LIFE
By Own The Watch
Good morning {{first_name|Reader}},
No Observation, no Watch, no Number this week. Just something that happened recently that I have been thinking about since it did.
My 10-year-old son Scott has been coming with me on Spark delivery shifts. He earns 25% of what I make. He works for every dollar of it.
Here is what that looks like, and why I think the question underneath it matters to every parent thinking about what they are building in their kids before the world starts building something else.
THE ESSAY
My son Scott is ten years old and he has a checking account.
We do not pay our kids an allowance for household chores. Cleaning your room, helping with dishes, picking up after yourself, that is the price of living in our house. You do not get paid for being a member of the family. We want our kids to feel the difference between contributing to something because you belong to it and earning money because you showed up and did the work.
Every parent eventually has to decide what they want their kids to understand about the relationship between work and money before the world builds its own curriculum. That decision looks different in every household. We made ours.
Earning money is a different conversation. And earlier this year I found a way to have that conversation with Scott in a way no kitchen table talk could replicate.
Spark Delivery is Walmart's grocery delivery service (1099 contractor). As a Spark driver, you either walk the store and shop a customer's order yourself and deliver it, or pick up a completed curbside order and deliver it. When you shop the order, the Spark app guides you through the store item by item, showing you exactly where each product is located on the shelf.

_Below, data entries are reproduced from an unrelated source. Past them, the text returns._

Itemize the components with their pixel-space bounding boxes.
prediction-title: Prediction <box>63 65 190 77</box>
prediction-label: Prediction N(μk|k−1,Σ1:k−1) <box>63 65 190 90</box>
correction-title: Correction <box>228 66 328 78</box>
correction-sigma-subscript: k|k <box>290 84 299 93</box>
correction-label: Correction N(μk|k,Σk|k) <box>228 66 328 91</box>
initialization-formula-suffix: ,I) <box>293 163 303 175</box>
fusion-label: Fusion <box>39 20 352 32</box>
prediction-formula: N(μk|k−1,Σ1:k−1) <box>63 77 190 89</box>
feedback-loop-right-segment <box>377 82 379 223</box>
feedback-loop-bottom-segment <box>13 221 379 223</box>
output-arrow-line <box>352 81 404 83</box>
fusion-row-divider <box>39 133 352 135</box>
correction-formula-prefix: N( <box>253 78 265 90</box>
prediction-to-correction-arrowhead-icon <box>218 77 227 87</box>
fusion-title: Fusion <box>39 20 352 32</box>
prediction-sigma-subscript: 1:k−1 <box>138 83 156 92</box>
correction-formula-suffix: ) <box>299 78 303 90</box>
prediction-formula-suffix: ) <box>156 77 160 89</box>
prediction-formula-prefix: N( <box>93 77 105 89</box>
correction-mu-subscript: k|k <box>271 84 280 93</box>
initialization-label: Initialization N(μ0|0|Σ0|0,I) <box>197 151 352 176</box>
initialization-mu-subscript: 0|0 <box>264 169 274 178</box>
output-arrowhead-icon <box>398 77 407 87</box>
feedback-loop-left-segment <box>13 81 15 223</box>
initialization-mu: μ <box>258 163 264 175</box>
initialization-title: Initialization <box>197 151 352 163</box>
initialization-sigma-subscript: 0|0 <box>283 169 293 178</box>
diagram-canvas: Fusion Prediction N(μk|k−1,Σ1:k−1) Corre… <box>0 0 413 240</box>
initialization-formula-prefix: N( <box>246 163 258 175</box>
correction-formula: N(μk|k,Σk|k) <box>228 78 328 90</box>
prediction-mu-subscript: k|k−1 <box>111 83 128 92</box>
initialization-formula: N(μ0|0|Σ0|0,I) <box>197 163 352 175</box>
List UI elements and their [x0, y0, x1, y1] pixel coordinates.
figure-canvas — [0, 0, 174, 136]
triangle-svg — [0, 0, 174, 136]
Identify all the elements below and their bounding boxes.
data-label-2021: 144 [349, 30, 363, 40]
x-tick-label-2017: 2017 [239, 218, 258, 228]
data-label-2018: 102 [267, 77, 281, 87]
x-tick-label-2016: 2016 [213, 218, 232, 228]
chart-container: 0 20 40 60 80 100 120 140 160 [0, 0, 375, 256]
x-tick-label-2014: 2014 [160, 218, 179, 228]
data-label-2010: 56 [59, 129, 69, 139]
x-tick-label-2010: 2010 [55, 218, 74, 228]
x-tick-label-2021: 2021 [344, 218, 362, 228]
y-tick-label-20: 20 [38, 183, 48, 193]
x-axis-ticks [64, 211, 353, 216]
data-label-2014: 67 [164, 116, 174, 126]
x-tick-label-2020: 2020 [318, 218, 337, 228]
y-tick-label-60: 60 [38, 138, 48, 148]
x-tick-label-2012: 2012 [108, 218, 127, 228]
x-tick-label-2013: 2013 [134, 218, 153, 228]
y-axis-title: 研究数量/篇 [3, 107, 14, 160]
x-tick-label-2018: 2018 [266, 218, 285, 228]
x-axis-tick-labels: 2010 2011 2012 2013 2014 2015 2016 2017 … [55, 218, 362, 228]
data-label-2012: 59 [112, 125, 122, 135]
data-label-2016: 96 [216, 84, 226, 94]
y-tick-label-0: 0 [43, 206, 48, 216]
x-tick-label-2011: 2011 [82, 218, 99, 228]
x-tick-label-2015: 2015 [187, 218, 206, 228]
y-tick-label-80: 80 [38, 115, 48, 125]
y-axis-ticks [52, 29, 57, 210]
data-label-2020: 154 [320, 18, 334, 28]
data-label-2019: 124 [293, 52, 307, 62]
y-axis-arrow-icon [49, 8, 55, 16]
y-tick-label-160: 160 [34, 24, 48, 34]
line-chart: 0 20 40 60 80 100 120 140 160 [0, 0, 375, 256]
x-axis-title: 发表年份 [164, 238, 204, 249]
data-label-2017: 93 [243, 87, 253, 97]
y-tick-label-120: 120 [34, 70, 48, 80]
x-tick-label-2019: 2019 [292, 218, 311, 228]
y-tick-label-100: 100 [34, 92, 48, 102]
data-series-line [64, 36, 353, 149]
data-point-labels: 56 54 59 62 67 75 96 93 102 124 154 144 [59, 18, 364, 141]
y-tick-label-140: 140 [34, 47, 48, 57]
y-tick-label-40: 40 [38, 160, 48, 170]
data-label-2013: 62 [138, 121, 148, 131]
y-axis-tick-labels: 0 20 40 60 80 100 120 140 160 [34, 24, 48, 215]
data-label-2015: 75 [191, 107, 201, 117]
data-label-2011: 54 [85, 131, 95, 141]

There is also a locate button, you tap it and a small green light flashes near the item on the shelf display. It is a small feature. It turns out to be a significant one when your ten-year-old is running point.
I push the cart and Scott runs the floor. The moment I tap locate, he is already moving toward the green light while I am still maneuvering the cart around the end of the aisle. By the time I get there, he has the item in his hands. We cover the store faster together than I do alone, which matters on a shift that pays by the order.
Own The Watch — Life
10
Years old
His own
checking account.
He asked to go again before I did.
ownthewatch.com
Scott earns 25% of what I make on every shift. We started at 50%, and the honest answer is that taking that cut as the adult doing the driving, the navigation, the customer interaction, and the account management was significant for something I am already doing. We settled at 25% and it is fair. He knows it is fair. He also knows exactly why it is 25% and not more, which is its own lesson.
The money goes directly into his checking account. His to keep, his to manage, his to decide what to do with. We talk about it but we do not dictate it.
I do not do Spark Delivery because we need the money. Our financial goals are on track. The savings rate is where it needs to be. We have enough in investments that outside of our Roth IRAs, we are not relying on additional contributions to stay on pace. This is what I have started calling a paid hobby, something that generates income while also serving a purpose that has nothing to do with income. In this case, that purpose is teaching my son what hustle actually looks like before the world teaches him a worse version of it. (besides, sitting on the couch watching TV rots your brain, at least that’s what I was always told…)
Telling a kid that money comes from work is easy. Putting them in a Walmart in Wasilla, Alaska at ten years old, giving them a real function, and watching them figure out the difference between a productive shift and a wasted one, that stays with them in a different way. He knows our goal hourly rate when we see offers coming through and makes recommendations on which ones to take. (so far, we are at around $30 per hour)
Scott knows the difference now. You can see it in how he moves when the locate button lights up. He asks to go all the time. He brings it up before I do.
You might run a completely different system with your kids. (reply and tell me about it) Maybe an allowance works for your family. Maybe you have found something better than what we are doing. What I know is that every parent is trying to create the moment when a kid counts their own money and asks when they can earn more. Whatever gets your kid to that moment is worth doing.
We have three kids. Scott is the middle child. What he learns about earning and showing up, the feeling of money he worked for sitting in an account with his name on it, his siblings will absorb a version of it from watching him. Families teach this way. The kids are paying attention to each other long before they are paying attention to us.
There is a version of this essay where I make a larger argument about allowances, about the generation of kids who never learned to work because someone always made it comfortable for them not to. That is not this essay. Every family makes its own choices and I am not here to tell anyone what theirs should be.
What I can tell you is what I am after with Scott. The money in his checking account is there because he moved fast when the light went green. That is the habit I am building. The response to the light.
The money is just proof that it worked.
The Takeaway
Scott got into the car after our last shift, counted up what he had earned, and asked when we were going next.
That is what I was after. Not the delivery. Not the money. That question.
If you have kids, you already know the version of that question you are trying to create in your own home. The specifics do not matter much. The habit underneath them does.
How do you handle money and kids in your household?